Fagaala / Senegal
Dancer and choreographer Germaine Acogny has been a major creative force in her native country of Senegal and throughout the African continent for more than 30 years. Her works fuse traditional and modern African dance forms. This new work new work is about the genocide in Rwanda, created in collaboration with Japanese choreographer Kota Yamazaki.
It is an act of madness to want to murder an entire race. The trauma of the Rwandan genocide is still a fresh wound, and the dance piece Fagaala explores some of their stories.It is more poetic than brutal, yet the piece captures both the horrifying implications of genocide and the sadness of personal tragedy.
All the performers are male, however they manage to tell stories about murdered babies and raped women. In some ways, the absence of females in this portrayal avoids any clichéd representations and instead highlights the sheer horror of the situation.
Other confronting topics, such as murder, self-mutilation, masturbation and torture are also told abstractly, what one of the choreographers, Germaine Acogny, describes as an “exorcism” for the people who have lived through it. Through music and movement, this highly physical performance captures what language alone cannot.
You can feel the insanity seeping in, through the chaotic bodily jerks and the sounds of sharpening metal against ominous drumming. The flapping of the hands and arms is like a trapped bird trying to escape – and you, the audience, are saddened to know that the trapped bird will only be able to escape through death.
The dance is a combination of the frenetic African and the slower, more poignant Japanese butoh style. The sounds of cicadas, winds and windchimes are a constant backdrop to the piece, creating an eerie atmosphere of things to come. It represents both the peacefulness that existed before the genocide as well as the stillness of death afterwards.
Although the set is simple, it is highly effective. Red and white cloths are draped around the stage, which later in the performance are colours that the performers themselves wear. Representing purity, death, madness and war, they are also colours of an African goddess. For a few moments there is a magical blue, fairy like atmosphere created by the lighting and sound. The serenity is quickly lost, however, only replaced by the darkness once more.
Germaine explains that the idea for this dance piece came from two books dealing with slavery and genocide, Murambi, le livre des ossements and Dans le nu de la vie. It led her to think, Could I be a murderer too? After watching Fagaala, you’ll be glad to never need to know the answer, if the same question were asked of you. For us, genocide is a hypothetical situation, rather than a stark, brutal reality.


The problem: An exact copy of the entries is needed, with every picture left out.

Records for processing:
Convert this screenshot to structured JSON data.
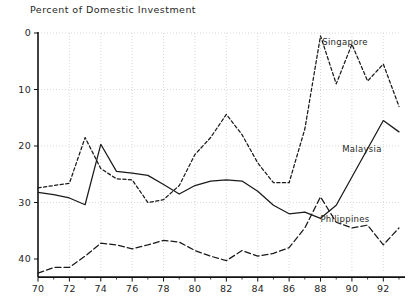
{
  "chart_data": {
    "type": "line",
    "title": "Percent of Domestic Investment",
    "xlabel": "",
    "ylabel": "",
    "xlim": [
      70,
      93
    ],
    "ylim": [
      -3,
      40
    ],
    "yticks": [
      0,
      10,
      20,
      30,
      40
    ],
    "xticks": [
      70,
      72,
      74,
      76,
      78,
      80,
      82,
      84,
      86,
      88,
      90,
      92
    ],
    "x": [
      70,
      71,
      72,
      73,
      74,
      75,
      76,
      77,
      78,
      79,
      80,
      81,
      82,
      83,
      84,
      85,
      86,
      87,
      88,
      89,
      90,
      91,
      92,
      93
    ],
    "grid": true,
    "legend_position": "inline-right",
    "series": [
      {
        "name": "Singapore",
        "style": "dashed",
        "color": "#1a1a1a",
        "values": [
          12.6,
          13.0,
          13.4,
          21.5,
          16.0,
          14.2,
          14.0,
          10.0,
          10.5,
          13.0,
          18.5,
          21.5,
          25.6,
          22.0,
          17.0,
          13.5,
          13.5,
          23.0,
          39.5,
          31.0,
          38.0,
          31.5,
          34.5,
          27.0
        ]
      },
      {
        "name": "Malaysia",
        "style": "solid",
        "color": "#1a1a1a",
        "values": [
          11.8,
          11.4,
          10.8,
          9.6,
          20.3,
          15.5,
          15.2,
          14.8,
          13.2,
          11.5,
          13.0,
          13.8,
          14.0,
          13.8,
          12.0,
          9.5,
          8.0,
          8.3,
          7.2,
          9.5,
          14.5,
          19.5,
          24.5,
          22.5
        ]
      },
      {
        "name": "Philippines",
        "style": "dash-dot",
        "color": "#1a1a1a",
        "values": [
          -2.5,
          -1.5,
          -1.5,
          0.5,
          2.8,
          2.5,
          1.8,
          2.5,
          3.3,
          3.0,
          1.5,
          0.5,
          -0.3,
          1.5,
          0.5,
          1.0,
          2.0,
          5.5,
          11.0,
          6.5,
          5.5,
          6.0,
          2.5,
          5.5
        ]
      }
    ],
    "series_label_positions": [
      {
        "name": "Singapore",
        "x": 345,
        "y": 45
      },
      {
        "name": "Malaysia",
        "x": 362,
        "y": 152
      },
      {
        "name": "Philippines",
        "x": 345,
        "y": 222
      }
    ]
  },
  "axes": {
    "y_tick_labels": [
      "40",
      "30",
      "20",
      "10",
      "0"
    ],
    "x_tick_labels": [
      "70",
      "72",
      "74",
      "76",
      "78",
      "80",
      "82",
      "84",
      "86",
      "88",
      "90",
      "92"
    ]
  },
  "colors": {
    "background": "#ffffff",
    "ink": "#1a1a1a",
    "grid": "#c9c9c9"
  }
}
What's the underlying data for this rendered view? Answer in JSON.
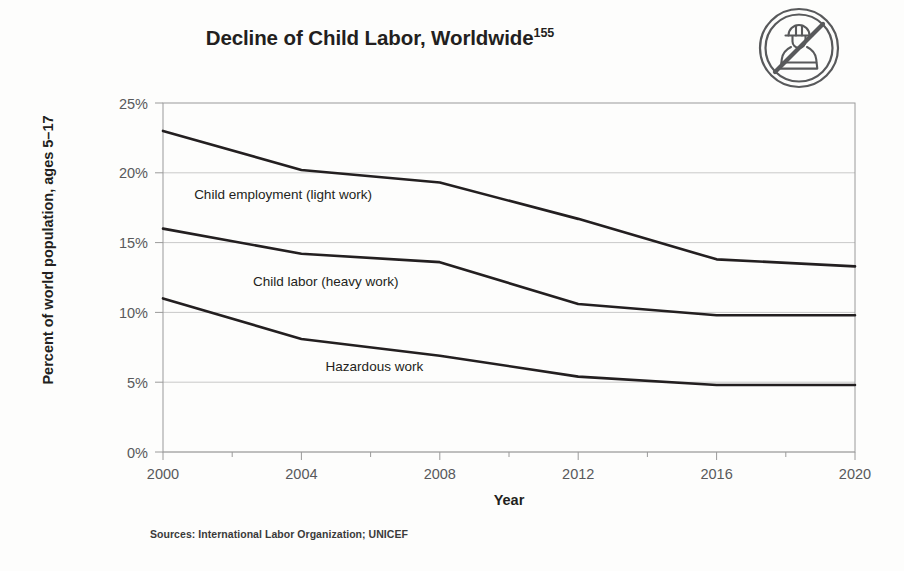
{
  "figure": {
    "title_main": "Decline of Child Labor, Worldwide",
    "title_superscript": "155",
    "source_note": "Sources: International Labor Organization; UNICEF",
    "icon_name": "no-child-labor-icon",
    "background_color": "#fdfdfc",
    "line_color": "#231f20",
    "grid_color": "#c9c9c9",
    "axis_color": "#9a9a9a",
    "tick_text_color": "#58595b"
  },
  "chart_data": {
    "type": "line",
    "title": "Decline of Child Labor, Worldwide",
    "xlabel": "Year",
    "ylabel": "Percent of world population, ages 5–17",
    "x": [
      2000,
      2004,
      2008,
      2012,
      2016,
      2020
    ],
    "xlim": [
      2000,
      2020
    ],
    "ylim": [
      0,
      25
    ],
    "xticks": [
      2000,
      2004,
      2008,
      2012,
      2016,
      2020
    ],
    "xtick_labels": [
      "2000",
      "2004",
      "2008",
      "2012",
      "2016",
      "2020"
    ],
    "x_minor_tick_interval": 2,
    "yticks": [
      0,
      5,
      10,
      15,
      20,
      25
    ],
    "ytick_labels": [
      "0%",
      "5%",
      "10%",
      "15%",
      "20%",
      "25%"
    ],
    "grid": "horizontal",
    "legend": "inline-labels",
    "series": [
      {
        "name": "Child employment (light work)",
        "label": "Child employment (light work)",
        "values": [
          23.0,
          20.2,
          19.3,
          16.7,
          13.8,
          13.3
        ]
      },
      {
        "name": "Child labor (heavy work)",
        "label": "Child labor (heavy work)",
        "values": [
          16.0,
          14.2,
          13.6,
          10.6,
          9.8,
          9.8
        ]
      },
      {
        "name": "Hazardous work",
        "label": "Hazardous work",
        "values": [
          11.0,
          8.1,
          6.9,
          5.4,
          4.8,
          4.8
        ]
      }
    ],
    "annotations": [
      {
        "text": "Child employment (light work)",
        "x": 2000.9,
        "y": 18.1
      },
      {
        "text": "Child labor (heavy work)",
        "x": 2002.6,
        "y": 11.9
      },
      {
        "text": "Hazardous work",
        "x": 2004.7,
        "y": 5.8
      }
    ]
  }
}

Response to the exercise:
Convert this screenshot to structured JSON data.
{
  "chart_data": {
    "type": "line",
    "title": "Percent of Domestic Investment",
    "xlabel": "",
    "ylabel": "",
    "xlim": [
      70,
      93
    ],
    "ylim": [
      -3,
      40
    ],
    "yticks": [
      0,
      10,
      20,
      30,
      40
    ],
    "xticks": [
      70,
      72,
      74,
      76,
      78,
      80,
      82,
      84,
      86,
      88,
      90,
      92
    ],
    "x": [
      70,
      71,
      72,
      73,
      74,
      75,
      76,
      77,
      78,
      79,
      80,
      81,
      82,
      83,
      84,
      85,
      86,
      87,
      88,
      89,
      90,
      91,
      92,
      93
    ],
    "grid": true,
    "legend_position": "inline-right",
    "series": [
      {
        "name": "Singapore",
        "style": "dashed",
        "color": "#1a1a1a",
        "values": [
          12.6,
          13.0,
          13.4,
          21.5,
          16.0,
          14.2,
          14.0,
          10.0,
          10.5,
          13.0,
          18.5,
          21.5,
          25.6,
          22.0,
          17.0,
          13.5,
          13.5,
          23.0,
          39.5,
          31.0,
          38.0,
          31.5,
          34.5,
          27.0
        ]
      },
      {
        "name": "Malaysia",
        "style": "solid",
        "color": "#1a1a1a",
        "values": [
          11.8,
          11.4,
          10.8,
          9.6,
          20.3,
          15.5,
          15.2,
          14.8,
          13.2,
          11.5,
          13.0,
          13.8,
          14.0,
          13.8,
          12.0,
          9.5,
          8.0,
          8.3,
          7.2,
          9.5,
          14.5,
          19.5,
          24.5,
          22.5
        ]
      },
      {
        "name": "Philippines",
        "style": "dash-dot",
        "color": "#1a1a1a",
        "values": [
          -2.5,
          -1.5,
          -1.5,
          0.5,
          2.8,
          2.5,
          1.8,
          2.5,
          3.3,
          3.0,
          1.5,
          0.5,
          -0.3,
          1.5,
          0.5,
          1.0,
          2.0,
          5.5,
          11.0,
          6.5,
          5.5,
          6.0,
          2.5,
          5.5
        ]
      }
    ],
    "series_label_positions": [
      {
        "name": "Singapore",
        "x": 345,
        "y": 45
      },
      {
        "name": "Malaysia",
        "x": 362,
        "y": 152
      },
      {
        "name": "Philippines",
        "x": 345,
        "y": 222
      }
    ]
  },
  "axes": {
    "y_tick_labels": [
      "40",
      "30",
      "20",
      "10",
      "0"
    ],
    "x_tick_labels": [
      "70",
      "72",
      "74",
      "76",
      "78",
      "80",
      "82",
      "84",
      "86",
      "88",
      "90",
      "92"
    ]
  },
  "colors": {
    "background": "#ffffff",
    "ink": "#1a1a1a",
    "grid": "#c9c9c9"
  }
}
What's the underlying data for this rendered view? Answer in JSON.
{
  "figure": {
    "title_main": "Decline of Child Labor, Worldwide",
    "title_superscript": "155",
    "source_note": "Sources: International Labor Organization; UNICEF",
    "icon_name": "no-child-labor-icon",
    "background_color": "#fdfdfc",
    "line_color": "#231f20",
    "grid_color": "#c9c9c9",
    "axis_color": "#9a9a9a",
    "tick_text_color": "#58595b"
  },
  "chart_data": {
    "type": "line",
    "title": "Decline of Child Labor, Worldwide",
    "xlabel": "Year",
    "ylabel": "Percent of world population, ages 5–17",
    "x": [
      2000,
      2004,
      2008,
      2012,
      2016,
      2020
    ],
    "xlim": [
      2000,
      2020
    ],
    "ylim": [
      0,
      25
    ],
    "xticks": [
      2000,
      2004,
      2008,
      2012,
      2016,
      2020
    ],
    "xtick_labels": [
      "2000",
      "2004",
      "2008",
      "2012",
      "2016",
      "2020"
    ],
    "x_minor_tick_interval": 2,
    "yticks": [
      0,
      5,
      10,
      15,
      20,
      25
    ],
    "ytick_labels": [
      "0%",
      "5%",
      "10%",
      "15%",
      "20%",
      "25%"
    ],
    "grid": "horizontal",
    "legend": "inline-labels",
    "series": [
      {
        "name": "Child employment (light work)",
        "label": "Child employment (light work)",
        "values": [
          23.0,
          20.2,
          19.3,
          16.7,
          13.8,
          13.3
        ]
      },
      {
        "name": "Child labor (heavy work)",
        "label": "Child labor (heavy work)",
        "values": [
          16.0,
          14.2,
          13.6,
          10.6,
          9.8,
          9.8
        ]
      },
      {
        "name": "Hazardous work",
        "label": "Hazardous work",
        "values": [
          11.0,
          8.1,
          6.9,
          5.4,
          4.8,
          4.8
        ]
      }
    ],
    "annotations": [
      {
        "text": "Child employment (light work)",
        "x": 2000.9,
        "y": 18.1
      },
      {
        "text": "Child labor (heavy work)",
        "x": 2002.6,
        "y": 11.9
      },
      {
        "text": "Hazardous work",
        "x": 2004.7,
        "y": 5.8
      }
    ]
  }
}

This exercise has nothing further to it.